I needed to add Cross-Origin Resource Sharing - a.k.a. CORS - support to a server. OK, I’ve already heard of it, I just set some Access-Control-Whatever headers and I’m done. 5 minutes.

The server is running nginx, and php-fpm to serve a PHP application. I thought I won’t bother with these settings in the application code, I can do this in the nginx config. I fired up google, searched for it a bit, and almost immediately found what I needed: this example configuration

There are way too much comments in the example, tl;dr. The important things to note:

  1. it checks for a given origin to enable CORS for just that domain,
  2. does some nasty string-concatenating hacks because of the lack of nested if support in nginx config files
  3. sets some Access-Control-Whatever headers, the ones I needed
  4. states at the end: # --PUT YOUR REGULAR NGINX CODE HERE--

The related part of my original configuration looked like this:

location / {
    index index.php;
    try_files $uri /index.php?$args
}

I’m not going to insert here what happened after I copied and pasted that huge example. I just modified the relevant parts, changed the regex to match the correct domain, added some extra headers and stuff.

The OPTIONS request went well… well, not so well at first, that was the point I included some extra allowed headers. But afterwards my application has stopped working. After a while I figured out that the problem occurred if the Origin header was set, and matched the regex specified at the beginning. I got 404 for every request.

WTF?

It was just some innocent if-s and headers.

It was weird. The logs said there was no file named /whatever/path/my/request/matched/index.php. I didn’t know at first, but slowly, after a vast amount of time, I realized that try_files just stopped working. I tried a lot of different approaches to achieve my goal, but the problem has remained. WTF? What causes this behavior? In the end, there were nothing extra in my config compared to the initial one, just an if statement with an empty body.

Then I found this article: if is evil. Just the related part from the weird bugs section:

# try_files wont work due to if
location /if-try-files {
     try_files  /file  @fallback;

     set $true 1;

     if ($true) {
         # nothing
     }
}

Indeed.

Dear reader, if you are about to write any if statements in you nginx configuration, I kindly suggest you to read those gotchas. I was surprised.

By the way, I ended up removing all the if-s, except one: the check for OPTIONS request method. I left that in, because it returns with a 204 response and I don’t need the try_files afterwards. I put Access-Control-Allow-Origin and Access-Control-Allow-Credentials headers on every response. It works, but I don’t like it. It’s just a test server behind a firewall anyway, I will figure out something more elegant for production.

Another note for first-timers: check your actual pre-flight OPTIONS requests to see what headers, methods etc do you need exactly.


- [PROBLEM DESCRIPTION] Please reproduce, exactly and with nothing else, every line from the one containing "Screen is 1024 x" through the last line of the records below.
★ ★ ★ ★ ★
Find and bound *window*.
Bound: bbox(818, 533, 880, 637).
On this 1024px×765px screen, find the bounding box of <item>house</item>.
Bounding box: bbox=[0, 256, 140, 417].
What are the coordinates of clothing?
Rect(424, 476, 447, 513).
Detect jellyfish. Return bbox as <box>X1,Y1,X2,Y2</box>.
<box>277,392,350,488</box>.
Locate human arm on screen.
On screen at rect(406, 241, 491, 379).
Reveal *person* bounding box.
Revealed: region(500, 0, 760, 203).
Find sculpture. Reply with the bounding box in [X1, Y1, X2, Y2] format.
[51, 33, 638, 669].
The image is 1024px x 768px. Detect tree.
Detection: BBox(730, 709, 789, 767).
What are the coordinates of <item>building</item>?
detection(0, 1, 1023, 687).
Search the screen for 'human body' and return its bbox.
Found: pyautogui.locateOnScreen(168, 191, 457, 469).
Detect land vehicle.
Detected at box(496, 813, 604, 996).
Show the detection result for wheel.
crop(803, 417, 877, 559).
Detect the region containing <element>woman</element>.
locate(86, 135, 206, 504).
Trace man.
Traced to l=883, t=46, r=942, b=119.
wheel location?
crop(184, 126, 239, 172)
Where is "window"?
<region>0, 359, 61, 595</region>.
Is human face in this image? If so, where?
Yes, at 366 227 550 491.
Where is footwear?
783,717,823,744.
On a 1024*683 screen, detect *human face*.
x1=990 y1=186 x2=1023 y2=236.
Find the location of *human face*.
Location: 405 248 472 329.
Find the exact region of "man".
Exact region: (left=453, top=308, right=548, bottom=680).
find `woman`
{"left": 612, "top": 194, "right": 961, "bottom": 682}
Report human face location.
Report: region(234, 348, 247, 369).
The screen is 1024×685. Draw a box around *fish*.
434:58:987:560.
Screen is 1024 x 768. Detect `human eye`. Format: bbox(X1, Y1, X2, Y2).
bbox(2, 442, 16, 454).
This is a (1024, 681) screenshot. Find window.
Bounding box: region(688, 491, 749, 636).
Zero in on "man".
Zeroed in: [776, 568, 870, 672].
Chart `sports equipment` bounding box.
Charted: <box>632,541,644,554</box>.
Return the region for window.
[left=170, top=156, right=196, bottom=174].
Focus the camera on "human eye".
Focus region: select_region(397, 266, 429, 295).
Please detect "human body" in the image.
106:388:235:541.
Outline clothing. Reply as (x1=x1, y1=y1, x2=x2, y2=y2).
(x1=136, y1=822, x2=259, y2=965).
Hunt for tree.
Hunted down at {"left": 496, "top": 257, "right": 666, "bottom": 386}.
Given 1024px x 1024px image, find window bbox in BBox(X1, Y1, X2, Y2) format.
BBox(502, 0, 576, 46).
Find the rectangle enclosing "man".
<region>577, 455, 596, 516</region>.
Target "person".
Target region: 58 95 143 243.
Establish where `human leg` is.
★ ★ ★ ★ ★
- [EXERCISE ANSWER]
Screen is 1024 x 768. Detect `human eye`. Format: bbox(X1, Y1, X2, Y2).
bbox(2, 442, 16, 454).
This is a (1024, 681) screenshot. Find window.
Bounding box: region(688, 491, 749, 636).
Zero in on "man".
Zeroed in: [776, 568, 870, 672].
Chart `sports equipment` bounding box.
Charted: <box>632,541,644,554</box>.
Return the region for window.
[left=170, top=156, right=196, bottom=174].
Focus the camera on "human eye".
Focus region: select_region(397, 266, 429, 295).
Please detect "human body" in the image.
106:388:235:541.
Outline clothing. Reply as (x1=x1, y1=y1, x2=x2, y2=y2).
(x1=136, y1=822, x2=259, y2=965).
Hunt for tree.
Hunted down at {"left": 496, "top": 257, "right": 666, "bottom": 386}.
Given 1024px x 1024px image, find window bbox in BBox(X1, Y1, X2, Y2) format.
BBox(502, 0, 576, 46).
Find the rectangle enclosing "man".
<region>577, 455, 596, 516</region>.
Target "person".
Target region: 58 95 143 243.
Establish where `human leg` is.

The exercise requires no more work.